3 For responses beginning with , cf. Nos. 133, 406, and 517. For the general pattern, cf. also Nos. 181, 338, and 493.

4 The only part of this reconstruction which can be regarded as certain is the supplement The rest is based on the oracles cited in the previous note. For cf. No. 129. 1, though in a slightly different sense. For , cf. No. 95. 1, and for cf. No. 4. I owe this exempli gratia reconstruction to my colleague, Professor D. E. W. Wormell. In line 3 Peck suggests but a reference to the wrath of Dionysus seems necessary, and, if so, this is where it must come.

1 For Archilochus and Delphi, cf.
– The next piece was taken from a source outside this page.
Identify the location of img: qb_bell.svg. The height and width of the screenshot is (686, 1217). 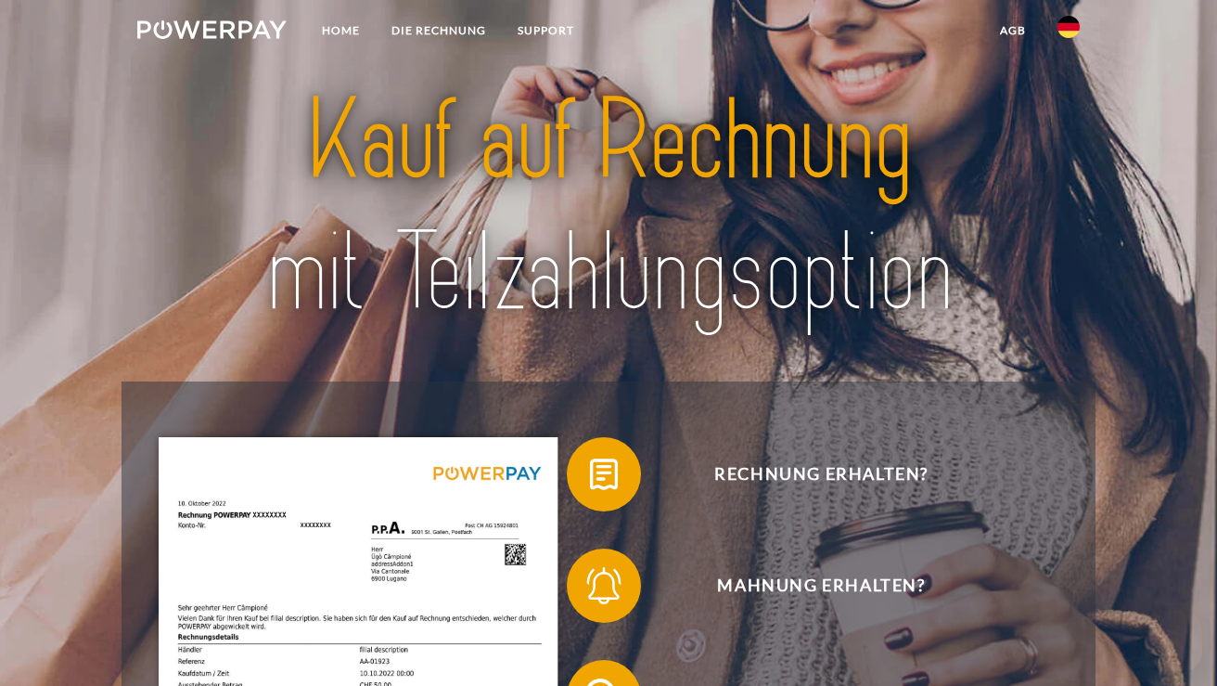
(604, 585).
Park, and Worcnell, , op. cit. i. 155 and 396 ff.Google Scholar

2 Cf. also No. 232, telling Archilochus ti settle in Paros, which probably came fron the same collection.

3 If so, we may perhaps compare to somi extent the foundation oracles of Magnesii on the Maeander (Nos. 378–82). These seen to have been inscribed in connexion with the inquiry at Delphi which led to the declaration of Asylia (221–220 B.C.). They may have been concocted at that date, but may also have been received at that time from Delphi where they had been fabricated rather earlier.